Forest elephants

By |2018-08-31T16:16:22+00:00March 3rd, 2016|Conservation, Creating Awareness, Species|0 Comments

Happy World Wildlife Day, (3rd March 2016)! This year’s theme is “The future of wildlife in our hands” with a focus on African and Asian elephants.

Therefore, we wanted to take this opportunity to join conservationists around the world in shining a spotlight on elephants. This blog focuses on the current crisis facing Africa’s forest elephants, which seem to receive far less media attention and conservation support than Africa’s better-known and larger savanna elephants.

There are two sub-species of African elephant: the Savanna elephant and the Forest elephant. The latter is smaller and darker in colour and lives in densely forested parts of Gabon, the Democratic Republic of Congo (DRC), Cameroon and the Central African Republic in central Africa and Côte d’Ivoire, Liberia, and Ghana in West Africa. Despite bans on ivory trade dating back to the 1990s, a recent study shows that 62 per cent of Africa’s forest elephants were killed between 2002 and 2011 (Maisels et al., 2013). The population is now less than 10% of its potential size, occupying less than 25% of its potential range (ibid).

Upemba National Park offers a prime example of the crisis facing Africa’s forest elephants today. It lies in Katanga Province (a region almost the size of Spain) in southeastern DRC and covers 1.2 million hectares. It was created in 1939 to protect elephants, lechwe, hippos and zebra. In a region heavily impacted by mining and conflict, it has provided a relatively safe haven for the last remaining forest elephant populations in Katanga. Habitats within the park have remained largely intact to date and rangers report regularly on the abundance of wildlife such as hippos, buffalo and lions, as well as fish in the lakes and rivers of the park.

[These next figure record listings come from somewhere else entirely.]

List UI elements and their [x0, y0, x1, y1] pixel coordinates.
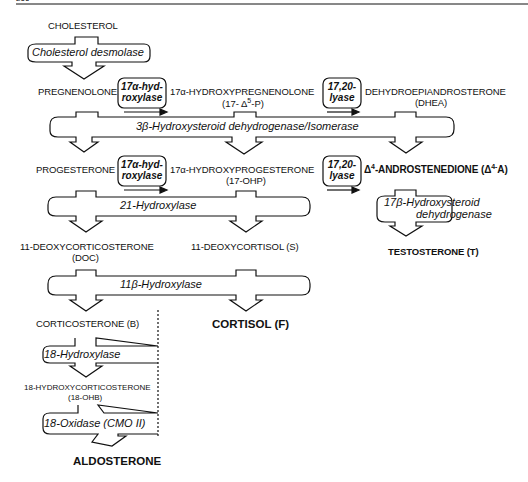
compound-corticosterone: CORTICOSTERONE (B): [36, 318, 139, 329]
enzyme-cholesterol-desmolase: Cholesterol desmolase: [32, 46, 144, 58]
compound-aldosterone: ALDOSTERONE: [73, 455, 161, 467]
compound-androstenedione: Δ4-ANDROSTENEDIONE (Δ4-A): [364, 163, 508, 175]
compound-17-hydroxypregnenolone: 17α-HYDROXYPREGNENOLONE: [170, 86, 314, 97]
enzyme-label: roxylase: [122, 92, 163, 103]
enzyme-21-hydroxylase: 21-Hydroxylase: [120, 199, 196, 211]
compound-17-ohp-abbr: (17-OHP): [226, 175, 266, 186]
compound-dhea: DEHYDROEPIANDROSTERONE: [365, 86, 506, 97]
enzyme-17-20-lyase-1: 17,20-lyase: [323, 81, 361, 103]
compound-17-hydroxypregnenolone-abbr: (17- Δ5-P): [222, 97, 264, 109]
compound-cortisol: CORTISOL (F): [212, 318, 289, 330]
enzyme-17a-hydroxylase-1: 17α-hyd-roxylase: [118, 81, 166, 103]
enzyme-17a-hydroxylase-2: 17α-hyd-roxylase: [118, 159, 166, 181]
compound-11-deoxycortisol: 11-DEOXYCORTISOL (S): [191, 241, 299, 252]
compound-cholesterol: CHOLESTEROL: [48, 20, 118, 31]
compound-doc-abbr: (DOC): [72, 252, 99, 263]
compound-18-hydroxycorticosterone: 18-HYDROXYCORTICOSTERONE: [24, 383, 151, 392]
compound-doc: 11-DEOXYCORTICOSTERONE: [20, 241, 154, 252]
enzyme-18-oxidase: 18-Oxidase (CMO II): [44, 417, 145, 429]
enzyme-17b-hsd: 17β-Hydroxysteroiddehydrogenase: [384, 196, 492, 220]
compound-pregnenolone: PREGNENOLONE: [38, 86, 117, 97]
compound-testosterone: TESTOSTERONE (T): [388, 246, 479, 257]
compound-progesterone: PROGESTERONE: [36, 164, 115, 175]
enzyme-3b-hsd: 3β-Hydroxysteroid dehydrogenase/Isomeras…: [136, 120, 359, 132]
enzyme-18-hydroxylase: 18-Hydroxylase: [44, 348, 120, 360]
enzyme-label: 17α-hyd-: [121, 81, 163, 92]
compound-dhea-abbr: (DHEA): [415, 97, 447, 108]
enzyme-11b-hydroxylase: 11β-Hydroxylase: [120, 278, 202, 290]
compound-18-ohb-abbr: (18-OHB): [68, 393, 102, 402]
compound-17-hydroxyprogesterone: 17α-HYDROXYPROGESTERONE: [170, 164, 314, 175]
enzyme-17-20-lyase-2: 17,20-lyase: [323, 159, 361, 181]
page-number: 266: [16, 0, 29, 3]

There are two herds of forest elephants in Upemba numbering around 100 individuals: Kasenga Mondwe and Bukama Groups. The Kasenga Mondwe herd is becoming severely threatened by poaching. Local armed militia, or Mai Mai, conduct poaching raids on these elephants, which live in remote swampy regions of the park. This Mai Mai group depends solely on poaching, selling ivory to traffickers in cities around Upemba, as well as in neighbouring  Zambia.

Despite the park having 162 highly committed guards, poachers are able to operate freely because the park does not have the financial means to pay for the large-scale, long-distance patrols needed to reach more remote parts of the park. Limited resources also mean that guards’ surveillance equipment is out-dated, limiting their ability to protect the park and its elephants.

We have been told by colleagues working in the DRC that if urgent and necessary measures are not taken, the last elephants of Katanga will soon be gone.

The threats facing Upemba National Park’s forest elephants are not unique. African forest elephants typically live in remote, dense forests, sometimes where conflict is taking place, or where armed groups are present. This, combined with a lack of funding for on-the-ground conservation, can make these animals difficult to monitor and protect.